Cannes La Croisette seafront
Back to Mediterranean Route Guide
Port GuideFrance — French Riviera

Cannes by Cruise Ship

The French Riviera stop that rewards slowing down — beautiful, easy, and worth savouring.

Best For

A relaxed, scenic day with no agenda

Planning Level

Low — this one looks after itself

Type of Day

Easy, walk-and-enjoy

Port Logistics

Usually tendered — check in advance

What Cannes Is Really Like

Cannes has a reputation built largely on the film festival — which most visitors will never encounter, and which has very little to do with what the town is actually like as a place. Forget the celebrity connotations and what you get is a genuinely beautiful French coastal town with an elegant seafront, a proper old quarter, excellent food, and a pace of life that invites you to slow down.

It's not a destination you go to for landmarks. There's no must-see building, no famous monument you'll feel incomplete without visiting. What Cannes offers is atmosphere — and on a warm Mediterranean morning, stepping off the tender and walking onto the Croisette, it delivers that in abundance.

The mistake people make here is treating it like La Spezia or Rome — trying to plan it to the minute and extract maximum value. Cannes doesn't work that way. The best approach is to arrive with a loose idea of what you want to see, walk, eat, drink coffee, and let the day unfold. That is genuinely the right way to do this port.

What I Recommend

Five things that make the most of a Cannes port day.

La Croisette

Start here

The famous seafront boulevard is one of the most elegant promenades in Europe. Palm-lined, wide, and genuinely beautiful — lined with grand hotels on one side and the Mediterranean on the other. Walk the whole length of it. It's about 2km end to end and takes around 30–40 minutes at a relaxed pace. This is the heart of Cannes and the best way to feel the place.

Le Suquet (Old Town)

Worth the climb

The old town sits on a hill above the port and is one of the more genuinely characterful parts of Cannes. The climb takes about 15 minutes from the waterfront. The views from the top are excellent — over the bay, the Croisette, and the surrounding coastline. There's a small castle and a church up there, and some decent restaurants on the way up. Do this in the morning before it gets too warm.

Le Marché Forville

Local favourite

The covered market near the port is worth a look if you're after a taste of everyday Cannes. Produce, olives, charcuterie, cheese — it's a proper local market rather than a tourist attraction. Good for a wander and good for picking up something to eat. Open in the mornings; closed on Mondays.

Coffee on the Croisette

Do this

Sit down somewhere on the Croisette and have a proper French coffee. Watch the sea, watch the people, do absolutely nothing useful for half an hour. This is what Cannes is for. The cafés along the waterfront are not cheap — but they're good, the location is excellent, and it's the right way to experience this place.

Île Sainte-Marguerite

If you have time

A short ferry ride from the port takes you to Île Sainte-Marguerite — a forested island with a fortress, clear water, and good swimming. Famous as the alleged prison of the Man in the Iron Mask. The boat takes about 15 minutes and runs regularly. A good option if you want something different from the main town — but it takes a couple of hours round trip, so only worthwhile if the schedule allows.

Le Suquet old town in Cannes

Do's & Don'ts

Do
  • Walk the full length of La Croisette at least once
  • Climb up to Le Suquet for the views
  • Sit down for a proper French coffee — take your time
  • Visit the Forville market if it's open
  • Let the day be easy — that's the point of Cannes
Don't
  • Over-plan this stop — it defeats the purpose
  • Try to turn it into a big excursion day
  • Rush through it trying to tick boxes
  • Ignore the old town and only do the seafront
  • Spend the whole day in a café without walking at all
DIY vs Excursion

Cannes is one of the easiest ports to do independently.

Go DIY if

You want to walk, sit in a café, explore the old town, and enjoy the day at your own pace. The ship is usually tendered, but the tender process is straightforward and you can come and go independently. There's genuinely nothing here that requires a guided tour.

Consider an excursion if

You want to visit Monaco or Nice — both are about 30–45 minutes away and worth the trip if you'd rather spend the day there. These are harder to manage independently on a cruise schedule and a day trip excursion makes the logistics much simpler.

Final Thoughts

“Cannes is the stop where the experience is the point. There's no single thing you must see — but you should absolutely go and enjoy it.”

Of all the ports on this itinerary, Cannes is the one that asks the least of you and gives the most back when you just let it be what it is. Walk the Croisette, climb the old town, sit somewhere nice with a coffee, and watch the Mediterranean do its thing. That's a good morning in France, and you don't need to complicate it.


→ **What is being asked**
From the entries that follow, work out how many lines contain "política". Write the number only.

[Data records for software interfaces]

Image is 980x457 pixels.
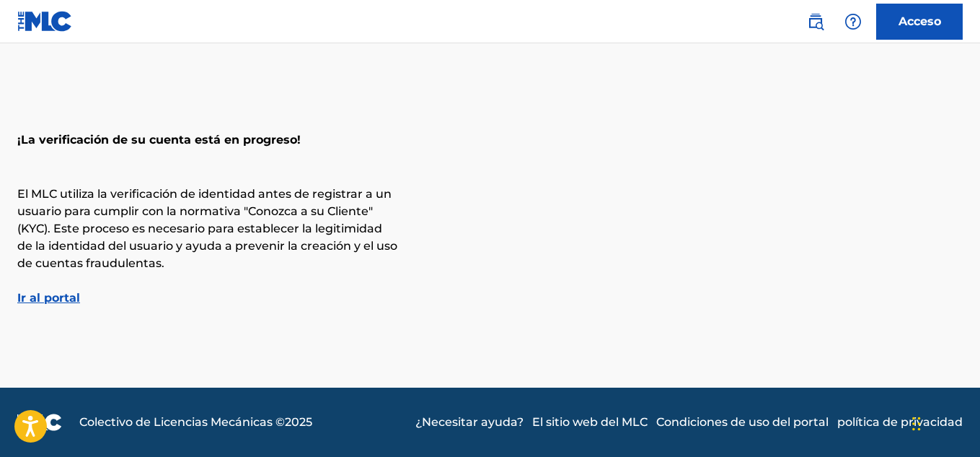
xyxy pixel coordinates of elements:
div: Arrastrar [912,402,921,445]
iframe: Widget de chat [908,388,980,457]
a: Acceso [876,4,963,40]
a: Búsqueda pública [801,7,830,36]
img: ayuda [844,13,862,30]
font: ¡La verificación de su cuenta está en progreso! [17,133,301,147]
font: 2025 [285,415,312,429]
div: Ayuda [839,7,867,36]
img: buscar [807,13,824,30]
font: Colectivo de Licencias Mecánicas © [79,415,285,429]
font: Condiciones de uso del portal [656,415,829,429]
a: política de privacidad [837,413,963,431]
font: Acceso [898,15,941,28]
img: logo [17,413,62,431]
a: Ir al portal [17,291,80,305]
font: política de privacidad [837,415,963,429]
a: ¿Necesitar ayuda? [415,413,523,431]
a: Condiciones de uso del portal [656,413,829,431]
a: El sitio web del MLC [532,413,648,431]
font: El MLC utiliza la verificación de identidad antes de registrar a un usuario para cumplir con la n... [17,187,398,270]
img: Logotipo del MLC [17,11,73,32]
font: El sitio web del MLC [532,415,648,429]
font: ¿Necesitar ayuda? [415,415,523,429]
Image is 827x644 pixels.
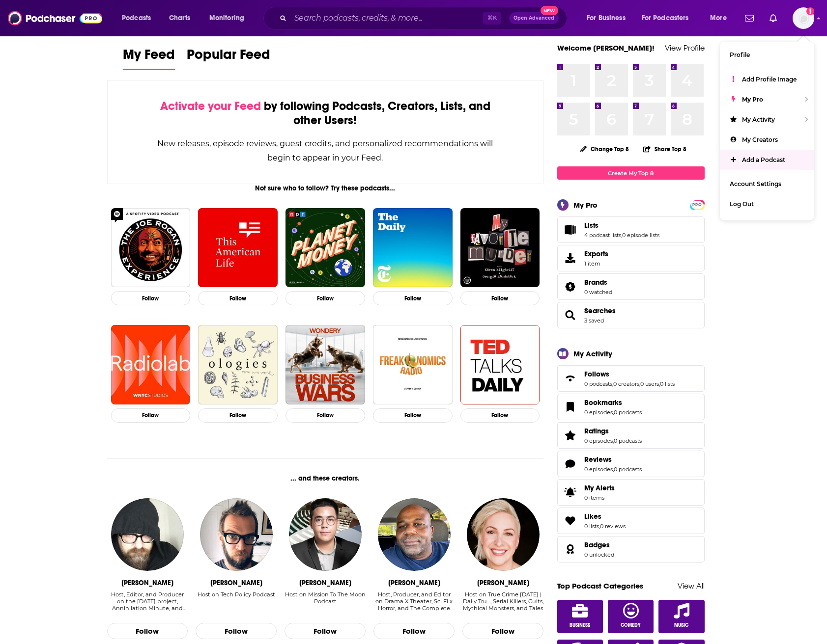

→ **Problem solution**
2